Ron Kaye is the former Editor of the Los Angeles Daily News. For more, visit Fox & Hounds Daily.

They blinked at layoffs. They blinked at eliminating or slashing funding for the disabled, for the elderly, for Neighborhood Councils, for Environment Affairs, Arts, Culture, for just about everything that was proposed to stave off bankruptcy.

They blinked and squinted in the face of the daunting task they face of cutting spending, cutting staff, streamlining government.

Watching hour after hour on Wednesday of the City Council confront the truth of what they have wrought was like suddenly being transported to a strange planet where everything works backwards.

Are they crazy? Or is it us for allowing them to get away with creating such a calamity?

The confusion, the ignorance, the vacillation, the nonsense — it was amazing. Even more incredibly, their efforts over eight hours of budget cutting actually increased the deficit from $208 to $212 million

They didn’t even know they have allowed nearly 60,000 households to pay nothing for trash collection even as they tripled the fee for every other single family home in the city with a broken promise to hire more cops.

They didn’t know there’s no other community in California that gives more than a 30 percent reduction to the poor. They didn’t know their 100 percent subsidy was putting the Sanitation Department $7 million in the red even with the massive increase on everybody else.

They didn’t know because it was just one of a thousand irresponsible acts that allowed them to turn City Hall into a political machine that pandered to segments of the population and their concerns while they gave away the city in sweetheart deals to unions, contractors, developers and consultants.

They didn’t know and they didn’t care because they were big shots with free cars and fancy suits and perks and staff serving their every need.

Well, those days are over and they are scared to death. What are they going to do if they lose these cushy jobs, become lobbyists or maybe parking attendants at the city lots they want to sell to cover a small fraction of the deficit they created?

You couldn’t help but have a laugh when they asked bureaucrats to verify the eligibility of the 60,000 subsidized trash fee beneficiaries or found it was illegal to ask contractors to take a 10 percent cut in what they’re paid in exchange for preferential treatment on future contracts.

They were near tears when they heard there are only 300 jobs open at the Harbor, Airport and DWP to protect the 1,000 to 1,500 city workers who might be laid off. But that didn’t stop them from putting off starting the six-month process for layoffs for at least a month and possibly forever, if the majority gets its way.

And it didn’t stop them from urging those proprietary departments to cancel contracts so other city workers’ jobs can be saved even if it costs more or adding to the massive unfunded pension liability by adding 500 more workers to the 2,763 already getting sweetened retirement checks.

As the hours dragged by and they got giddy from having to put in a full day of work, it became clearer that there was a certainly rationality to what they were doing.

Their political machine was leaking oil, the tires were flat, the body rusted out. They knew that from the Council Chambers packed with hundreds of volunteers and workers and people dependent on critical city services.

They were desperately trying to put the machine back together again to save themselves by assuring all the constituencies they really weren’t going to pay for the failure of the city’s leadership, that they plan put forward on behalf of the mayor by City Administrative Officer Miguel Santana would never touch them.

All they achieved was the waste of even more time, after months, years of dilly-dallying while the financial problems got worse.

Santana told them with remarkable calmness that $200 million emergency fund is needed to cover this year’s deficit and needs to be replenished with the $100 million from selling parking structures and every other dollar they can scrape together.

It was necessary, he said, and not just in case of there’s the usual natural disasters. Credit agencies have already downgraded the city and will do so again unless they see money in the bank and a long series of credible actions or the cost of borrowing will rise sharply.

And that’s the real plan. The city intends to borrow billions to pay its current bills. It’s ready to sell off future revenue sources to pay its current bills. Its looted every dollar in special funds to pay its current bills.

And tomorrow? There’s no tomorrow, they will all be termed out and living high on their city pensions. It’s the rest of us that will have to live with what the havoc they are creating.

Ron Kaye is the former Editor of the Los Angeles Daily News. For more, visit Fox & Hounds Daily.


Copy all records verbatim.

----------

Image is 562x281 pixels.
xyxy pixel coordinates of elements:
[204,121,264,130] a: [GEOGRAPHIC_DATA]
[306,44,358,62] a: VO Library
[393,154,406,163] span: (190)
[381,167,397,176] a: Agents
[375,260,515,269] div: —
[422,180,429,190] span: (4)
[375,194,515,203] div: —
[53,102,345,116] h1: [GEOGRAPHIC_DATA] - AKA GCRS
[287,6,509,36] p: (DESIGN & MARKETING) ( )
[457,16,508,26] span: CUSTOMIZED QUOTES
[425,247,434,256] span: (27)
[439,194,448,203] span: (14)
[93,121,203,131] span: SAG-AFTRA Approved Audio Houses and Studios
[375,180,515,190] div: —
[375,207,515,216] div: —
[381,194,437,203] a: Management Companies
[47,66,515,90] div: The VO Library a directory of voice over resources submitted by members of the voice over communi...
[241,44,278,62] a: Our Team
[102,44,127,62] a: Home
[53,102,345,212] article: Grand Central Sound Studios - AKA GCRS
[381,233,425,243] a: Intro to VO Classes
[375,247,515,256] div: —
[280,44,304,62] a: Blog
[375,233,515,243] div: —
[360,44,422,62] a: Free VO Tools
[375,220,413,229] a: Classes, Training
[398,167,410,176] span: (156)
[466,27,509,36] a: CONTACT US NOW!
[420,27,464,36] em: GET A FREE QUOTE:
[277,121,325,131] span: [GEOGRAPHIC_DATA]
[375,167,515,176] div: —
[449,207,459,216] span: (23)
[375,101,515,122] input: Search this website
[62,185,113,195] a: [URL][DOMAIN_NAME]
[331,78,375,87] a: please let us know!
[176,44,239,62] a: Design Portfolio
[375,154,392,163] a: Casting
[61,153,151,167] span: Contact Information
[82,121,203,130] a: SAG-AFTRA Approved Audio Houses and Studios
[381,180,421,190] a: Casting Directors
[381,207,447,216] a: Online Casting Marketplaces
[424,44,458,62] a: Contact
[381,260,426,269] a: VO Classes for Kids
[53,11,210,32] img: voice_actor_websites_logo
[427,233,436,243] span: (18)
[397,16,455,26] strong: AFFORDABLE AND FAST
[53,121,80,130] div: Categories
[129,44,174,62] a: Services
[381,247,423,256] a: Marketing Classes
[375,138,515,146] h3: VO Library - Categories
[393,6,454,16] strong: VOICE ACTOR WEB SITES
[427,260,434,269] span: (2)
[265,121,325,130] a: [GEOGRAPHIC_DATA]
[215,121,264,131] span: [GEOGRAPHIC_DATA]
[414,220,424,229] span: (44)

----------

Answer to the exercise
Image is 562x281 pixels.
xyxy pixel coordinates of elements:
[204,121,264,130] a: [GEOGRAPHIC_DATA]
[306,44,358,62] a: VO Library
[393,154,406,163] span: (190)
[381,167,397,176] a: Agents
[375,260,515,269] div: —
[422,180,429,190] span: (4)
[375,194,515,203] div: —
[53,102,345,116] h1: [GEOGRAPHIC_DATA] - AKA GCRS
[287,6,509,36] p: (DESIGN & MARKETING) ( )
[457,16,508,26] span: CUSTOMIZED QUOTES
[425,247,434,256] span: (27)
[439,194,448,203] span: (14)
[93,121,203,131] span: SAG-AFTRA Approved Audio Houses and Studios
[375,180,515,190] div: —
[375,207,515,216] div: —
[381,194,437,203] a: Management Companies
[47,66,515,90] div: The VO Library a directory of voice over resources submitted by members of the voice over communi...
[241,44,278,62] a: Our Team
[102,44,127,62] a: Home
[53,102,345,212] article: Grand Central Sound Studios - AKA GCRS
[381,233,425,243] a: Intro to VO Classes
[375,247,515,256] div: —
[280,44,304,62] a: Blog
[375,233,515,243] div: —
[360,44,422,62] a: Free VO Tools
[375,220,413,229] a: Classes, Training
[398,167,410,176] span: (156)
[466,27,509,36] a: CONTACT US NOW!
[420,27,464,36] em: GET A FREE QUOTE:
[277,121,325,131] span: [GEOGRAPHIC_DATA]
[375,167,515,176] div: —
[449,207,459,216] span: (23)
[375,101,515,122] input: Search this website
[62,185,113,195] a: [URL][DOMAIN_NAME]
[331,78,375,87] a: please let us know!
[176,44,239,62] a: Design Portfolio
[375,154,392,163] a: Casting
[61,153,151,167] span: Contact Information
[82,121,203,130] a: SAG-AFTRA Approved Audio Houses and Studios
[381,180,421,190] a: Casting Directors
[381,207,447,216] a: Online Casting Marketplaces
[424,44,458,62] a: Contact
[381,260,426,269] a: VO Classes for Kids
[53,11,210,32] img: voice_actor_websites_logo
[427,233,436,243] span: (18)
[397,16,455,26] strong: AFFORDABLE AND FAST
[53,121,80,130] div: Categories
[129,44,174,62] a: Services
[381,247,423,256] a: Marketing Classes
[375,138,515,146] h3: VO Library - Categories
[393,6,454,16] strong: VOICE ACTOR WEB SITES
[427,260,434,269] span: (2)
[265,121,325,130] a: [GEOGRAPHIC_DATA]
[215,121,264,131] span: [GEOGRAPHIC_DATA]
[414,220,424,229] span: (44)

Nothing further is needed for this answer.